Another source familiar with the matter tells TIME that a Trump ally informed Ernst that the President would support a primary challenge against her in Iowa—where Trump won the caucuses last year by roughly 30 points—if she blocked Hegseth. At the same time, billionaire Tesla CEO Elon Musk quietly backchanneled a message to Senators, according to two sources familiar with the matter: anyone who votes against Trump’s Cabinet secretaries will face a multi-million dollar Musk-funded Super PAC to oust them from office in their next primary. Ernst ultimately signaled she would back Hegseth.
“That’s the reality that all these members live in the next couple years here,” says a source close to Trump. “They all get in line at the end of the day.”
There’s still always the potential for trouble in a MAGA paradise. There are competing factions within Trump’s orbit with their own agendas. Some of that has already spilled into public view, such as Bannon’s tussle with Musk over H1B visas, through which U.S. companies, including Musk’s, import skilled workers from other countries. To Trump, the argument is part of the fun—and his decision-making process. “He doesn’t mind the squabble,” says a Trump aide. “He likes to see the conversation hash out and see where the conversation online lives and where the base is on things.”
In the end, Trump sided with the SpaceX founder over whether the H-1B program was worth continuing. Trump, after all, uses them at his clubs and hotels. Plus Musk has more than $300 billion. Bannon does not. But over the coming years, such quarrels may serve as a barometer for which voices in his ear will have the most influence, and the extent to which Trump remains sensitive to public pushback. Trump aides say he is more intent than he was in his first term on remaking the federal bureaucracy, and less concerned with appeasing those who might stand in his way. “His risk tolerance is higher,” says a senior Trump official.

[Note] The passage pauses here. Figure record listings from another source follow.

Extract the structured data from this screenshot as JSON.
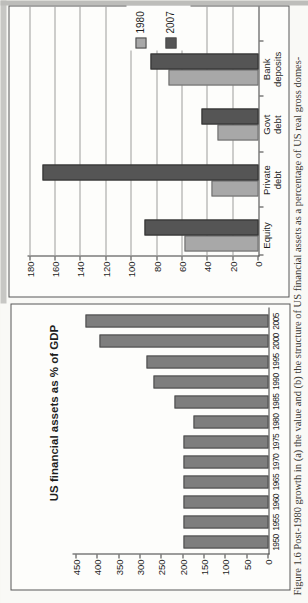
{
  "figure": {
    "caption": "Figure 1.6  Post-1980 growth in (a) the value and (b) the structure of US financial assets as a percentage of US real gross domes-"
  },
  "chart_data": [
    {
      "type": "bar",
      "panel": "a",
      "title": "US financial assets as % of GDP",
      "categories": [
        "1950",
        "1955",
        "1960",
        "1965",
        "1970",
        "1975",
        "1980",
        "1985",
        "1990",
        "1995",
        "2000",
        "2005"
      ],
      "values": [
        200,
        200,
        200,
        200,
        200,
        200,
        175,
        220,
        270,
        285,
        395,
        430
      ],
      "xlabel": "",
      "ylabel": "",
      "ylim": [
        0,
        450
      ],
      "ytick_step": 50,
      "grid": false,
      "legend": false,
      "bar_color": "#7e7e7e",
      "bar_border": "#4a4a4a"
    },
    {
      "type": "bar",
      "panel": "b",
      "title": "",
      "categories": [
        "Equity",
        "Private debt",
        "Govt debt",
        "Bank deposits"
      ],
      "series": [
        {
          "name": "1980",
          "values": [
            58,
            37,
            32,
            71
          ],
          "color": "#a8a8a8",
          "border": "#6a6a6a"
        },
        {
          "name": "2007",
          "values": [
            90,
            170,
            45,
            85
          ],
          "color": "#555555",
          "border": "#2f2f2f"
        }
      ],
      "ylim": [
        0,
        180
      ],
      "ytick_step": 20,
      "grid": true,
      "legend_position": "right-middle"
    }
  ]
}
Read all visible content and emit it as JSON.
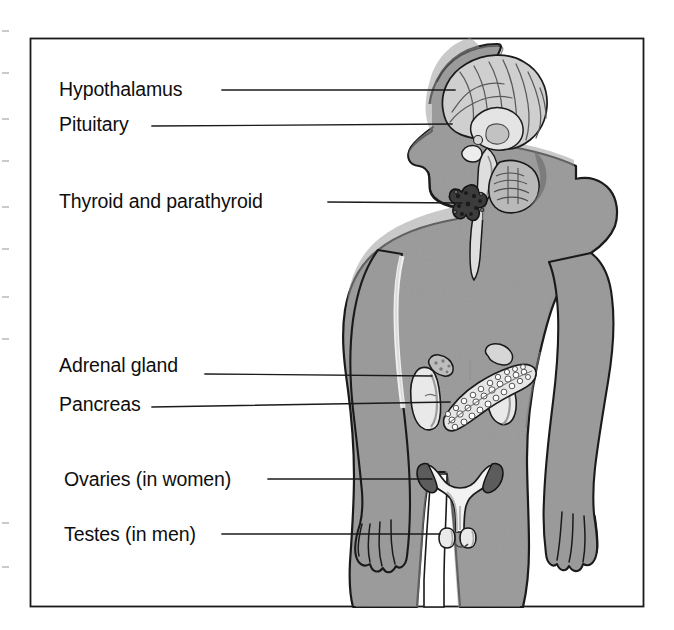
{
  "figure": {
    "kind": "anatomical-diagram",
    "view": "anterior human body silhouette, left-facing head in profile",
    "border_color": "#1a1a1a",
    "background_color": "#ffffff",
    "body_fill_color": "#9a9a9a",
    "body_outline_color": "#1a1a1a",
    "organ_light_color": "#e8e8e8",
    "organ_mid_color": "#bdbdbd",
    "organ_dark_color": "#3b3b3b",
    "leader_line_color": "#1a1a1a"
  },
  "labels": [
    {
      "id": "hypothalamus",
      "text": "Hypothalamus",
      "text_x": 59,
      "text_y": 96,
      "line_start_x": 222,
      "line_start_y": 90,
      "line_end_x": 455,
      "line_end_y": 90
    },
    {
      "id": "pituitary",
      "text": "Pituitary",
      "text_x": 59,
      "text_y": 131,
      "line_start_x": 152,
      "line_start_y": 126,
      "line_end_x": 452,
      "line_end_y": 124
    },
    {
      "id": "thyroid-and-parathyroid",
      "text": "Thyroid and parathyroid",
      "text_x": 59,
      "text_y": 208,
      "line_start_x": 328,
      "line_start_y": 202,
      "line_end_x": 462,
      "line_end_y": 203
    },
    {
      "id": "adrenal-gland",
      "text": "Adrenal gland",
      "text_x": 59,
      "text_y": 372,
      "line_start_x": 205,
      "line_start_y": 374,
      "line_end_x": 432,
      "line_end_y": 376
    },
    {
      "id": "pancreas",
      "text": "Pancreas",
      "text_x": 59,
      "text_y": 411,
      "line_start_x": 152,
      "line_start_y": 407,
      "line_end_x": 450,
      "line_end_y": 402
    },
    {
      "id": "ovaries",
      "text": "Ovaries (in women)",
      "text_x": 64,
      "text_y": 486,
      "line_start_x": 268,
      "line_start_y": 479,
      "line_end_x": 432,
      "line_end_y": 479
    },
    {
      "id": "testes",
      "text": "Testes (in men)",
      "text_x": 64,
      "text_y": 541,
      "line_start_x": 222,
      "line_start_y": 534,
      "line_end_x": 440,
      "line_end_y": 534
    }
  ],
  "organs": [
    {
      "id": "brain",
      "name": "brain-sagittal-section",
      "region": "head"
    },
    {
      "id": "brainstem",
      "name": "brainstem-and-spinal-cord",
      "region": "head-neck"
    },
    {
      "id": "cerebellum",
      "name": "cerebellum",
      "region": "head"
    },
    {
      "id": "thyroid",
      "name": "thyroid-gland",
      "region": "neck"
    },
    {
      "id": "kidney-left",
      "name": "kidney-left",
      "region": "abdomen"
    },
    {
      "id": "kidney-right",
      "name": "kidney-right",
      "region": "abdomen"
    },
    {
      "id": "adrenal-left",
      "name": "adrenal-gland-left",
      "region": "abdomen"
    },
    {
      "id": "adrenal-right",
      "name": "adrenal-gland-right",
      "region": "abdomen"
    },
    {
      "id": "pancreas",
      "name": "pancreas",
      "region": "abdomen"
    },
    {
      "id": "uterus",
      "name": "uterus-with-fallopian-tubes-and-ovaries",
      "region": "pelvis"
    },
    {
      "id": "testes",
      "name": "testes",
      "region": "pelvis"
    }
  ],
  "edge_ticks": [
    {
      "y": 30
    },
    {
      "y": 72
    },
    {
      "y": 118
    },
    {
      "y": 160
    },
    {
      "y": 206
    },
    {
      "y": 248
    },
    {
      "y": 296
    },
    {
      "y": 338
    },
    {
      "y": 522
    },
    {
      "y": 566
    }
  ]
}
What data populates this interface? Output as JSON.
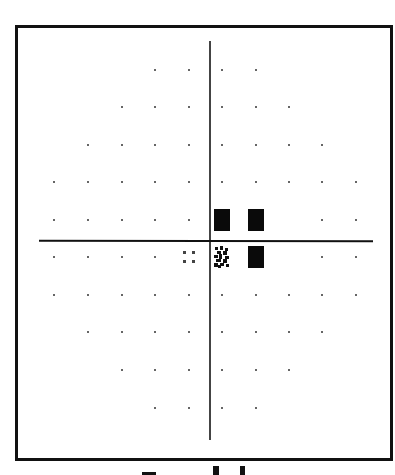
{
  "figure": {
    "type": "visual-field-grayscale-plot",
    "grid": {
      "columns_x": [
        54,
        88,
        122,
        155,
        189,
        222,
        256,
        289,
        322,
        356
      ],
      "rows_y": [
        70,
        107,
        145,
        182,
        220,
        257,
        295,
        332,
        370,
        408
      ],
      "rows": [
        [
          "",
          "",
          "",
          "dot",
          "dot",
          "dot",
          "dot",
          "",
          "",
          ""
        ],
        [
          "",
          "",
          "dot",
          "dot",
          "dot",
          "dot",
          "dot",
          "dot",
          "",
          ""
        ],
        [
          "",
          "dot",
          "dot",
          "dot",
          "dot",
          "dot",
          "dot",
          "dot",
          "dot",
          ""
        ],
        [
          "dot",
          "dot",
          "dot",
          "dot",
          "dot",
          "dot",
          "dot",
          "dot",
          "dot",
          "dot"
        ],
        [
          "dot",
          "dot",
          "dot",
          "dot",
          "dot",
          "black",
          "black",
          "",
          "dot",
          "dot"
        ],
        [
          "dot",
          "dot",
          "dot",
          "dot",
          "four-dot",
          "pattern",
          "black",
          "",
          "dot",
          "dot"
        ],
        [
          "dot",
          "dot",
          "dot",
          "dot",
          "dot",
          "dot",
          "dot",
          "dot",
          "dot",
          "dot"
        ],
        [
          "",
          "dot",
          "dot",
          "dot",
          "dot",
          "dot",
          "dot",
          "dot",
          "dot",
          ""
        ],
        [
          "",
          "",
          "dot",
          "dot",
          "dot",
          "dot",
          "dot",
          "dot",
          "",
          ""
        ],
        [
          "",
          "",
          "",
          "dot",
          "dot",
          "dot",
          "dot",
          "",
          "",
          ""
        ]
      ]
    },
    "symbols": {
      "dot": "normal-sensitivity",
      "four-dot": "mild-depression",
      "pattern": "moderate-depression",
      "black": "absolute-defect"
    },
    "colors": {
      "frame": "#111111",
      "axes": "#222222",
      "defect": "#0a0a0a",
      "background": "#ffffff"
    },
    "caption_partial": "cropped text (only letter tops visible)"
  }
}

For everything Trump may be able to accomplish without the help of the legislature, every President aims to sign major, far-reaching pieces of legislation. Trump’s checklist in Congress will be passing a border security bill and making his tax cuts permanent. There’s also the debt ceiling, which Congress must agree to either raise or eliminate entirely. In public and in private, Trump says he would prefer to pass his border security measures and raise the debt ceiling in one package, whereas some leading members of Congress insist on doing them separately. On some level, it’s a simple process argument, but it’s also a test of how Trump will handle resistance from his own party after becoming accustomed to their subservience over the course of his march to power.
Perhaps most of all, it may reveal whether Trump, ten years into his life as a politician, has learned that most Washington of lessons: sometimes you need to lose a few fights to win a bigger one. Toward the end of his Jan. 8 meeting with the Republican Senators, he pushed hard for one bill but, by the end, eventually relented that he could accept either method. All that really matters, he said, was that it gets done. “I’ll sign one bill, I’ll sign two bills. I’ll sign 10 bills,” he said. “Whatever it takes.”